When C. R. Gregory published his revised list of New Testament manuscripts, it included only the four manuscript categories we know now: Papyri, Uncials, Minuscules, Lectionaries. In the updated 1923 list of E. von Dobschütz, however, a new category -- Talismans -- appeared. von Dobschütz's 1933 list added still another category, Ostraca.
Ostraca are, of course, potsherds. New Testament ostraca are potsherds of vessels which had once had New Testament verses written on them.
Talismans are amulets or other decorations containing small passages of scripture. A typical talisman contained a copy of the Lord's Prayer and was worn around the neck.
By the time of von Dobschütz's 1933 list, nine talismans and twenty-five ostraca were cataloged. The talismans were designated by a gothic T () with a superscript (i.e. 1...9) while the ostraca were designated by a gothic O () with superscript (1...25).
The talismans generally cannot be cited in New Testament editions; how does one tell if a copy of the Lord's Prayer is supposed the Matthean or Lukan form? (3 has, however, been cited for Matthew 6, as it contains the final doxology found only in Matthew's version. Interestingly, however, it has only a partial form of this doxology.)
When Kurt Aland took over the catalog and published the Kurzgefasste Liste, he abolished the two little-used categories. The most important talisman, 1, became 0152. The primary ostraca (1-20, a collection of sherds from the same seventh century pot) became 0153. (It contains parts of the four gospels, with no part more than about thirty verses long; three hands are believed to have been involved). However, neither 0152 nor 0153 is cited in any major modern edition (they are not mentioned in NA27, UBS4, the current editions of the harmonies, or in the pocket editions of Merk and Bover). In effect, the talismans and ostraca have been discarded for textual criticism.
We might note that, even if these classes of items were restored to the critical editions, it might not cover all possible classes of evidence. There are also mosaics and murals -- and even dirty floors! I don't know of any New Testament texts preserved in a floor, but at the palace of Aï Khanum, there is a section of the floor which preserves an extensive text in reverse. It is believed that a papyrus text was copied, then dropped on the floor while still rather wet, and the text off-printed onto the clay floor. If the photo in Peter Green's Alexander to Actium: The Historical Evolution of the Hellenistic Age (p. 109) is to be believes, the text proved surprisingly legible.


▶ About this exercise: The full set of entries below is to be returned unchanged.
•••
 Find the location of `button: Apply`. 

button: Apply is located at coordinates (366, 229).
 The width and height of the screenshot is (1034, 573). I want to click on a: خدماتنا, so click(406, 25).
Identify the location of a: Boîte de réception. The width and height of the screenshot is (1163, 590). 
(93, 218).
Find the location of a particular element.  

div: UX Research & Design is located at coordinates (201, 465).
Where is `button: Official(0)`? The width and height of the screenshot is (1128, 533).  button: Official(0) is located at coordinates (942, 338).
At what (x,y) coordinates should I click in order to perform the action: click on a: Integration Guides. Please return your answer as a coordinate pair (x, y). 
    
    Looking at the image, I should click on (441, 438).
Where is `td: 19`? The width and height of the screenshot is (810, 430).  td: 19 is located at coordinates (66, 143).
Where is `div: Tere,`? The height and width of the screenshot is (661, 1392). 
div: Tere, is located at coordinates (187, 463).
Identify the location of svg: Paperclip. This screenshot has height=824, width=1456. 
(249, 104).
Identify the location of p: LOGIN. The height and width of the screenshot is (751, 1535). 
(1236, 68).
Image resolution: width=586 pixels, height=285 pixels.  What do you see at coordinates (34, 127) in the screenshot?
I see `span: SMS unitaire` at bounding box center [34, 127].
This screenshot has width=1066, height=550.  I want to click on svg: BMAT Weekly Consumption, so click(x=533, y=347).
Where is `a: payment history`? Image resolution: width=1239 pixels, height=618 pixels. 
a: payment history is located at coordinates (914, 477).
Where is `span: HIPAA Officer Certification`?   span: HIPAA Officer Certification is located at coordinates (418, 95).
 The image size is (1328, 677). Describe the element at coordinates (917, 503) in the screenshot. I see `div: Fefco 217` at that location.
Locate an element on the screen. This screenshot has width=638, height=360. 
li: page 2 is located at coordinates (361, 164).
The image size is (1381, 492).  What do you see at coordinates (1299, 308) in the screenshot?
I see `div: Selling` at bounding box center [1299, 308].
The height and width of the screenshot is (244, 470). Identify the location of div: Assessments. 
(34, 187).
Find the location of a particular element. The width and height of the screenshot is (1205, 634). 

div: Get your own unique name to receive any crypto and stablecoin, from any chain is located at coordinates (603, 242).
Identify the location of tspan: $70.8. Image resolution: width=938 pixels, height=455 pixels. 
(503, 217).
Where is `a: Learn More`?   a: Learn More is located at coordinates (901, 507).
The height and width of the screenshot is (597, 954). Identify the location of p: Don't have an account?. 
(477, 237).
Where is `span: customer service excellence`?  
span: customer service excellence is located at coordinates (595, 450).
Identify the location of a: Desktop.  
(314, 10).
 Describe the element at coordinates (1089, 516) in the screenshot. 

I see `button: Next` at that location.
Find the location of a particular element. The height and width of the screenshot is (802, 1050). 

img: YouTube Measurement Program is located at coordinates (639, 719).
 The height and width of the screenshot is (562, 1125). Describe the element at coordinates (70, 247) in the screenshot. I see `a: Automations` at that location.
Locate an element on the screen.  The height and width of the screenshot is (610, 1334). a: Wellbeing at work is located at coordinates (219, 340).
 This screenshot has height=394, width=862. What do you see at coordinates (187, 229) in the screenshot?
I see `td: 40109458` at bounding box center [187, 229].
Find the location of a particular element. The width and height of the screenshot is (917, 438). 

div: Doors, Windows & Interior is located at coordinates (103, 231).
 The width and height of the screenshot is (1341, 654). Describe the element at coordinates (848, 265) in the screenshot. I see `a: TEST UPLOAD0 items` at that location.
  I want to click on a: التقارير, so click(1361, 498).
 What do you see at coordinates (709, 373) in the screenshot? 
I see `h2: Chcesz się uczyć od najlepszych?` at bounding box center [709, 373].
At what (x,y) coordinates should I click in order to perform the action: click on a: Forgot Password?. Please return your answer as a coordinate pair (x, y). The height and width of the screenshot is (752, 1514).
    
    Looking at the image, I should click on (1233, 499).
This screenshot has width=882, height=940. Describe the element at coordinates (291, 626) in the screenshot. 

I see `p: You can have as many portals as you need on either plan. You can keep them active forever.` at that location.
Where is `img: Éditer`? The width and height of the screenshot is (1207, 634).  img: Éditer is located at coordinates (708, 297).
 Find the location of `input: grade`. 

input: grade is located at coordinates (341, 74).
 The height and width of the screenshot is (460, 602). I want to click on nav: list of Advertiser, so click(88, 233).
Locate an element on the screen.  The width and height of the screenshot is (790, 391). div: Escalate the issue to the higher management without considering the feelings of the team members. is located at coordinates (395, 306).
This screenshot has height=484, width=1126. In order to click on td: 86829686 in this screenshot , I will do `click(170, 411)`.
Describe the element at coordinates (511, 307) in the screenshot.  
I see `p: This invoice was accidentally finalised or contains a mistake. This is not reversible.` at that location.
•••
▶ Solution for this problem:
 Find the location of `button: Apply`. 

button: Apply is located at coordinates (366, 229).
 The width and height of the screenshot is (1034, 573). I want to click on a: خدماتنا, so click(406, 25).
Identify the location of a: Boîte de réception. The width and height of the screenshot is (1163, 590). 
(93, 218).
Find the location of a particular element.  

div: UX Research & Design is located at coordinates (201, 465).
Where is `button: Official(0)`? The width and height of the screenshot is (1128, 533).  button: Official(0) is located at coordinates (942, 338).
At what (x,y) coordinates should I click in order to perform the action: click on a: Integration Guides. Please return your answer as a coordinate pair (x, y). 
    
    Looking at the image, I should click on (441, 438).
Where is `td: 19`? The width and height of the screenshot is (810, 430).  td: 19 is located at coordinates (66, 143).
Where is `div: Tere,`? The height and width of the screenshot is (661, 1392). 
div: Tere, is located at coordinates (187, 463).
Identify the location of svg: Paperclip. This screenshot has height=824, width=1456. 
(249, 104).
Identify the location of p: LOGIN. The height and width of the screenshot is (751, 1535). 
(1236, 68).
Image resolution: width=586 pixels, height=285 pixels.  What do you see at coordinates (34, 127) in the screenshot?
I see `span: SMS unitaire` at bounding box center [34, 127].
This screenshot has width=1066, height=550.  I want to click on svg: BMAT Weekly Consumption, so click(x=533, y=347).
Where is `a: payment history`? Image resolution: width=1239 pixels, height=618 pixels. 
a: payment history is located at coordinates (914, 477).
Where is `span: HIPAA Officer Certification`?   span: HIPAA Officer Certification is located at coordinates (418, 95).
 The image size is (1328, 677). Describe the element at coordinates (917, 503) in the screenshot. I see `div: Fefco 217` at that location.
Locate an element on the screen. This screenshot has width=638, height=360. 
li: page 2 is located at coordinates (361, 164).
The image size is (1381, 492).  What do you see at coordinates (1299, 308) in the screenshot?
I see `div: Selling` at bounding box center [1299, 308].
The height and width of the screenshot is (244, 470). Identify the location of div: Assessments. 
(34, 187).
Find the location of a particular element. The width and height of the screenshot is (1205, 634). 

div: Get your own unique name to receive any crypto and stablecoin, from any chain is located at coordinates (603, 242).
Identify the location of tspan: $70.8. Image resolution: width=938 pixels, height=455 pixels. 
(503, 217).
Where is `a: Learn More`?   a: Learn More is located at coordinates (901, 507).
The height and width of the screenshot is (597, 954). Identify the location of p: Don't have an account?. 
(477, 237).
Where is `span: customer service excellence`?  
span: customer service excellence is located at coordinates (595, 450).
Identify the location of a: Desktop.  
(314, 10).
 Describe the element at coordinates (1089, 516) in the screenshot. 

I see `button: Next` at that location.
Find the location of a particular element. The height and width of the screenshot is (802, 1050). 

img: YouTube Measurement Program is located at coordinates (639, 719).
 The height and width of the screenshot is (562, 1125). Describe the element at coordinates (70, 247) in the screenshot. I see `a: Automations` at that location.
Locate an element on the screen.  The height and width of the screenshot is (610, 1334). a: Wellbeing at work is located at coordinates (219, 340).
 This screenshot has height=394, width=862. What do you see at coordinates (187, 229) in the screenshot?
I see `td: 40109458` at bounding box center [187, 229].
Find the location of a particular element. The width and height of the screenshot is (917, 438). 

div: Doors, Windows & Interior is located at coordinates (103, 231).
 The width and height of the screenshot is (1341, 654). Describe the element at coordinates (848, 265) in the screenshot. I see `a: TEST UPLOAD0 items` at that location.
  I want to click on a: التقارير, so click(1361, 498).
 What do you see at coordinates (709, 373) in the screenshot? 
I see `h2: Chcesz się uczyć od najlepszych?` at bounding box center [709, 373].
At what (x,y) coordinates should I click in order to perform the action: click on a: Forgot Password?. Please return your answer as a coordinate pair (x, y). The height and width of the screenshot is (752, 1514).
    
    Looking at the image, I should click on (1233, 499).
This screenshot has width=882, height=940. Describe the element at coordinates (291, 626) in the screenshot. 

I see `p: You can have as many portals as you need on either plan. You can keep them active forever.` at that location.
Where is `img: Éditer`? The width and height of the screenshot is (1207, 634).  img: Éditer is located at coordinates (708, 297).
 Find the location of `input: grade`. 

input: grade is located at coordinates (341, 74).
 The height and width of the screenshot is (460, 602). I want to click on nav: list of Advertiser, so click(88, 233).
Locate an element on the screen.  The width and height of the screenshot is (790, 391). div: Escalate the issue to the higher management without considering the feelings of the team members. is located at coordinates (395, 306).
This screenshot has height=484, width=1126. In order to click on td: 86829686 in this screenshot , I will do `click(170, 411)`.
Describe the element at coordinates (511, 307) in the screenshot.  
I see `p: This invoice was accidentally finalised or contains a mistake. This is not reversible.` at that location.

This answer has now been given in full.